== What to do ==
Your answer should be the full set of records, printed exactly as they stand.

== Given data ==
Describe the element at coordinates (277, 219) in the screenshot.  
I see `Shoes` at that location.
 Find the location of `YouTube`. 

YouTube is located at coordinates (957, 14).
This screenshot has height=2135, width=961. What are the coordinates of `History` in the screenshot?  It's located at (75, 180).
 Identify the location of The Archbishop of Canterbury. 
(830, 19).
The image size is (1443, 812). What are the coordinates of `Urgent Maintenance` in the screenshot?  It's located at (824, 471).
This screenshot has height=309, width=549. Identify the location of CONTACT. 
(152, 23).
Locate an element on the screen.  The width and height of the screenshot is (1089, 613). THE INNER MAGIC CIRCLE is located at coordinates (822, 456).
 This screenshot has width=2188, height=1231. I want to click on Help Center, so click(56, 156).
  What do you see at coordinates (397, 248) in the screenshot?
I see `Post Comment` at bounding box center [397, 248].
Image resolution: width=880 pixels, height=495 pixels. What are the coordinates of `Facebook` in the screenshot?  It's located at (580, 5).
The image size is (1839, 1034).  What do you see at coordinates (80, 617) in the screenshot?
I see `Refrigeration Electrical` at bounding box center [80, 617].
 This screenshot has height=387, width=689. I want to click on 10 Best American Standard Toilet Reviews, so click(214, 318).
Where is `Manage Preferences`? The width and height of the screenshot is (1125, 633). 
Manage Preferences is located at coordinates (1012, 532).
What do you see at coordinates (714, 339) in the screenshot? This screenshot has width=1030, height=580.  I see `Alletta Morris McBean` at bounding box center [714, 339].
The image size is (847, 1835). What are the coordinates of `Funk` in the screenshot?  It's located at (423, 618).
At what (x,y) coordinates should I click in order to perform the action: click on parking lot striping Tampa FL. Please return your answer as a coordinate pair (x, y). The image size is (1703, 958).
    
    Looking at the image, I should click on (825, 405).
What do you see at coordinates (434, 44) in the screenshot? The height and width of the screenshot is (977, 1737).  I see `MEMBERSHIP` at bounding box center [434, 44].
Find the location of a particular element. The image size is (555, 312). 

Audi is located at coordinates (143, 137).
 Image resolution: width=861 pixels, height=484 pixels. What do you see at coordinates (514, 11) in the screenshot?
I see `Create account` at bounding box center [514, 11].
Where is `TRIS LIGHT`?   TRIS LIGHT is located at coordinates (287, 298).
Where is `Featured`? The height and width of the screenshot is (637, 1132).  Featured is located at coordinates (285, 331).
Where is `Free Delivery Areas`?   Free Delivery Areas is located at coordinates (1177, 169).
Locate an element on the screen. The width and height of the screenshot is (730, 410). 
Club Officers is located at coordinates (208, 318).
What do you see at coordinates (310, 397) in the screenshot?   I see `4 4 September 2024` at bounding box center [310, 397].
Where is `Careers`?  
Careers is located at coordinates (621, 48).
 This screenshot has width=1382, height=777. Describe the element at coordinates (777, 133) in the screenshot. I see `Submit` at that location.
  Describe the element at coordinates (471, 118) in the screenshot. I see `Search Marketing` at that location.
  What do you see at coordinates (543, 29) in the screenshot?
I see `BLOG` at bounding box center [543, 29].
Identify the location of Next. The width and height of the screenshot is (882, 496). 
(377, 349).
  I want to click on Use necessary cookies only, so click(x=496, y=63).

== Expected output ==
Describe the element at coordinates (277, 219) in the screenshot.  
I see `Shoes` at that location.
 Find the location of `YouTube`. 

YouTube is located at coordinates (957, 14).
This screenshot has height=2135, width=961. What are the coordinates of `History` in the screenshot?  It's located at (75, 180).
 Identify the location of The Archbishop of Canterbury. 
(830, 19).
The image size is (1443, 812). What are the coordinates of `Urgent Maintenance` in the screenshot?  It's located at (824, 471).
This screenshot has height=309, width=549. Identify the location of CONTACT. 
(152, 23).
Locate an element on the screen.  The width and height of the screenshot is (1089, 613). THE INNER MAGIC CIRCLE is located at coordinates (822, 456).
 This screenshot has width=2188, height=1231. I want to click on Help Center, so click(56, 156).
  What do you see at coordinates (397, 248) in the screenshot?
I see `Post Comment` at bounding box center [397, 248].
Image resolution: width=880 pixels, height=495 pixels. What are the coordinates of `Facebook` in the screenshot?  It's located at (580, 5).
The image size is (1839, 1034).  What do you see at coordinates (80, 617) in the screenshot?
I see `Refrigeration Electrical` at bounding box center [80, 617].
 This screenshot has height=387, width=689. I want to click on 10 Best American Standard Toilet Reviews, so click(214, 318).
Where is `Manage Preferences`? The width and height of the screenshot is (1125, 633). 
Manage Preferences is located at coordinates (1012, 532).
What do you see at coordinates (714, 339) in the screenshot? This screenshot has width=1030, height=580.  I see `Alletta Morris McBean` at bounding box center [714, 339].
The image size is (847, 1835). What are the coordinates of `Funk` in the screenshot?  It's located at (423, 618).
At what (x,y) coordinates should I click in order to perform the action: click on parking lot striping Tampa FL. Please return your answer as a coordinate pair (x, y). The image size is (1703, 958).
    
    Looking at the image, I should click on (825, 405).
What do you see at coordinates (434, 44) in the screenshot? The height and width of the screenshot is (977, 1737).  I see `MEMBERSHIP` at bounding box center [434, 44].
Find the location of a particular element. The image size is (555, 312). 

Audi is located at coordinates (143, 137).
 Image resolution: width=861 pixels, height=484 pixels. What do you see at coordinates (514, 11) in the screenshot?
I see `Create account` at bounding box center [514, 11].
Where is `TRIS LIGHT`?   TRIS LIGHT is located at coordinates (287, 298).
Where is `Featured`? The height and width of the screenshot is (637, 1132).  Featured is located at coordinates (285, 331).
Where is `Free Delivery Areas`?   Free Delivery Areas is located at coordinates (1177, 169).
Locate an element on the screen. The width and height of the screenshot is (730, 410). 
Club Officers is located at coordinates (208, 318).
What do you see at coordinates (310, 397) in the screenshot?   I see `4 4 September 2024` at bounding box center [310, 397].
Where is `Careers`?  
Careers is located at coordinates (621, 48).
 This screenshot has width=1382, height=777. Describe the element at coordinates (777, 133) in the screenshot. I see `Submit` at that location.
  Describe the element at coordinates (471, 118) in the screenshot. I see `Search Marketing` at that location.
  What do you see at coordinates (543, 29) in the screenshot?
I see `BLOG` at bounding box center [543, 29].
Identify the location of Next. The width and height of the screenshot is (882, 496). 
(377, 349).
  I want to click on Use necessary cookies only, so click(x=496, y=63).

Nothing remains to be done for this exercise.